▶ [PROBLEM REQUIREMENTS]
Repeat only what runs from the line with "Image resolution: width=540" through the last line of the data below, both included, keeping every word as it is and leaving out the pictures.

▶ [SOURCE DATA]
= Beginning of Section =

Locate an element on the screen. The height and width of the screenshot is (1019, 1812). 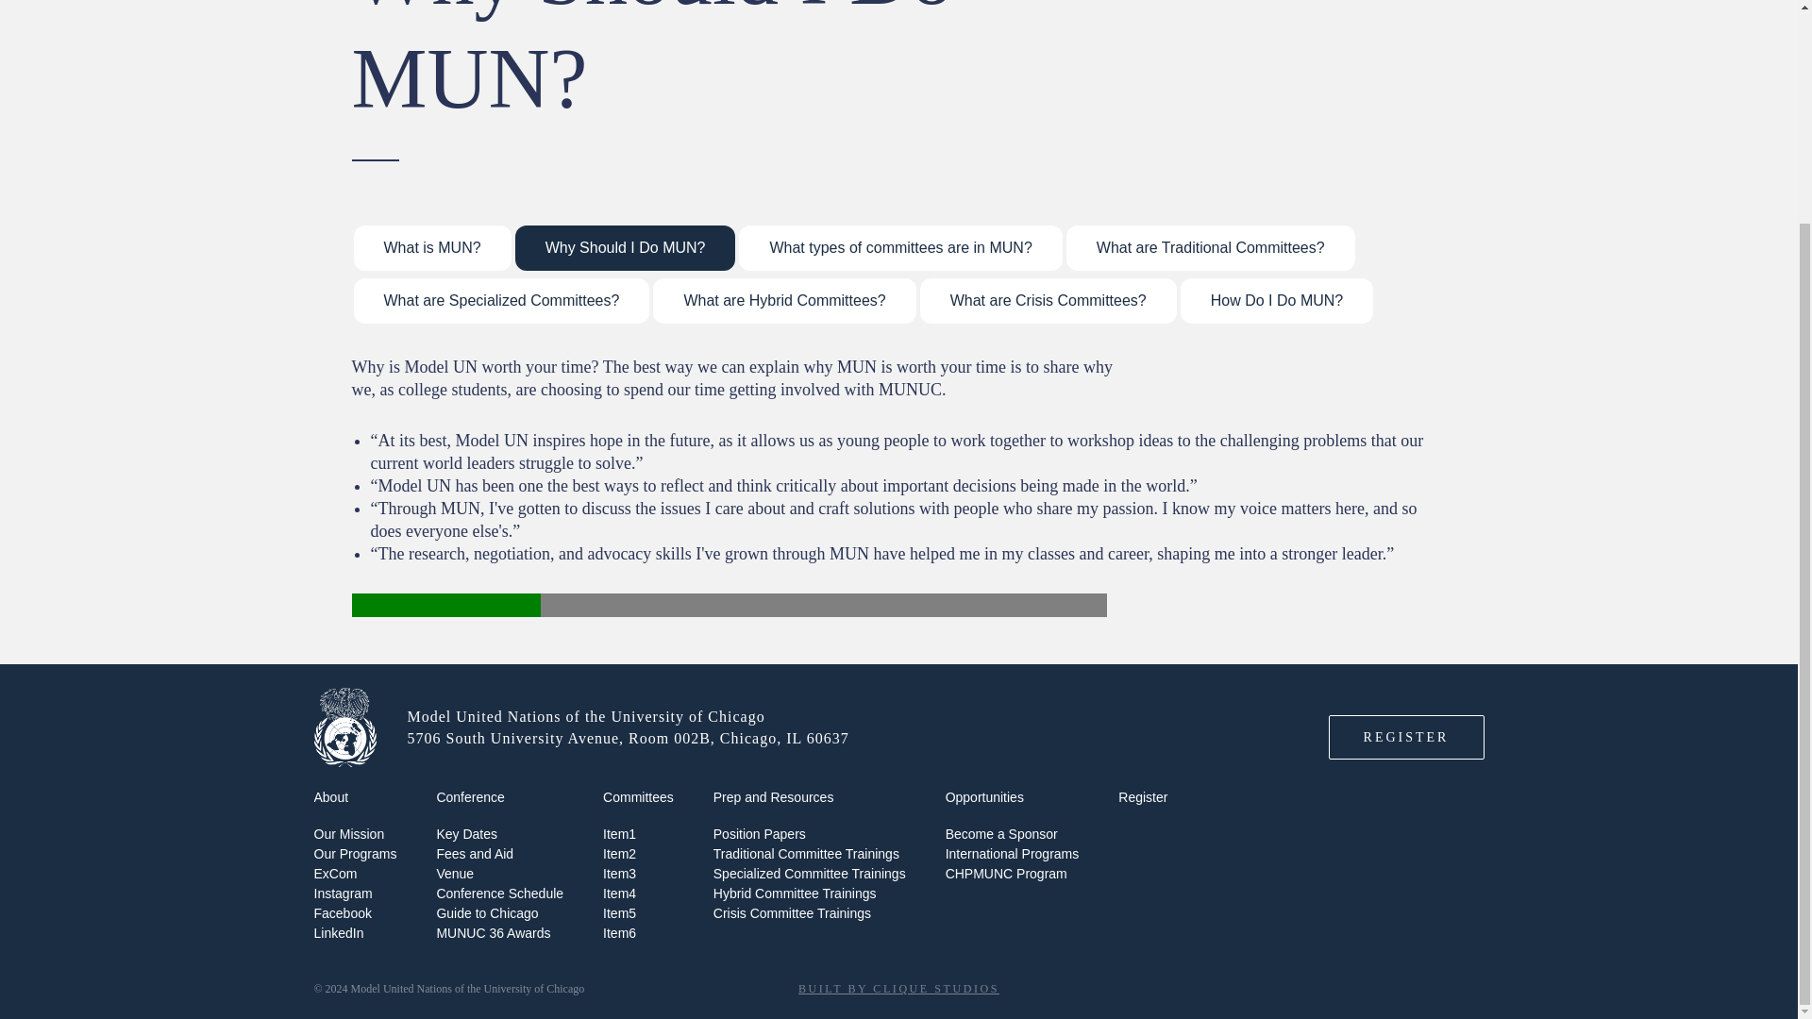
What is MUN? is located at coordinates (432, 247).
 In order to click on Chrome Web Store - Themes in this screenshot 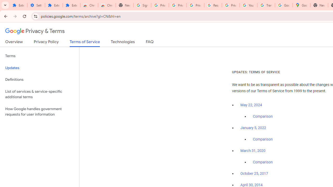, I will do `click(107, 5)`.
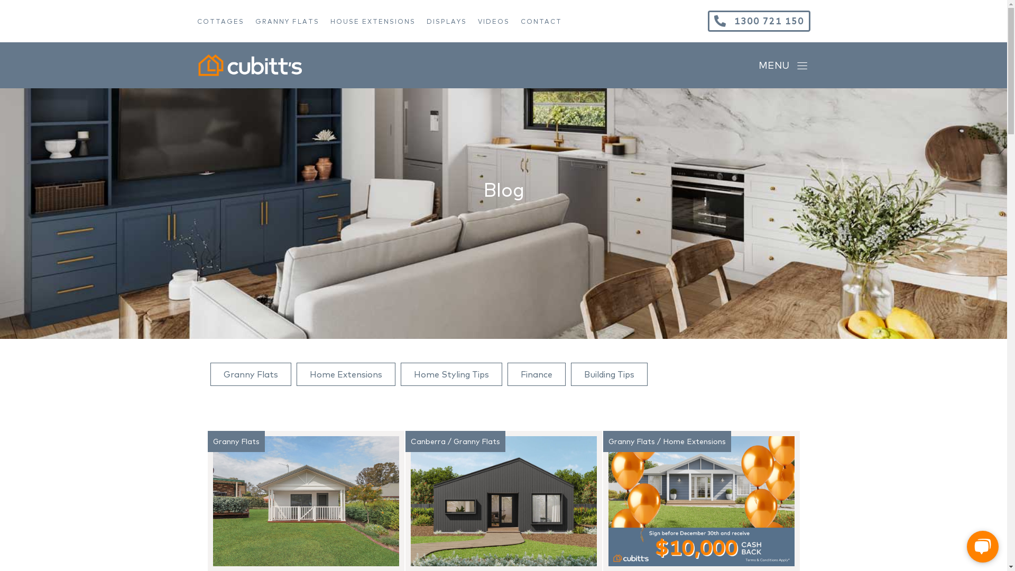 The height and width of the screenshot is (571, 1015). Describe the element at coordinates (477, 441) in the screenshot. I see `Granny Flats` at that location.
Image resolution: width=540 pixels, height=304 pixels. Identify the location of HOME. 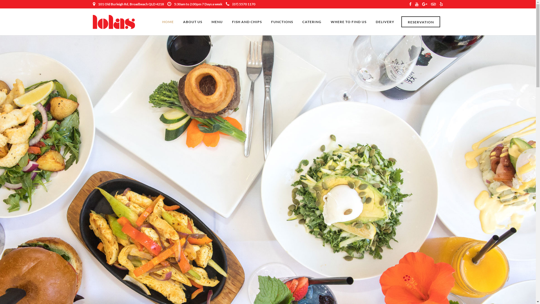
(168, 22).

= End of Section =

▶ [ANSWER TO THIS PROBLEM]
Image resolution: width=540 pixels, height=304 pixels. Identify the location of HOME. 
(168, 22).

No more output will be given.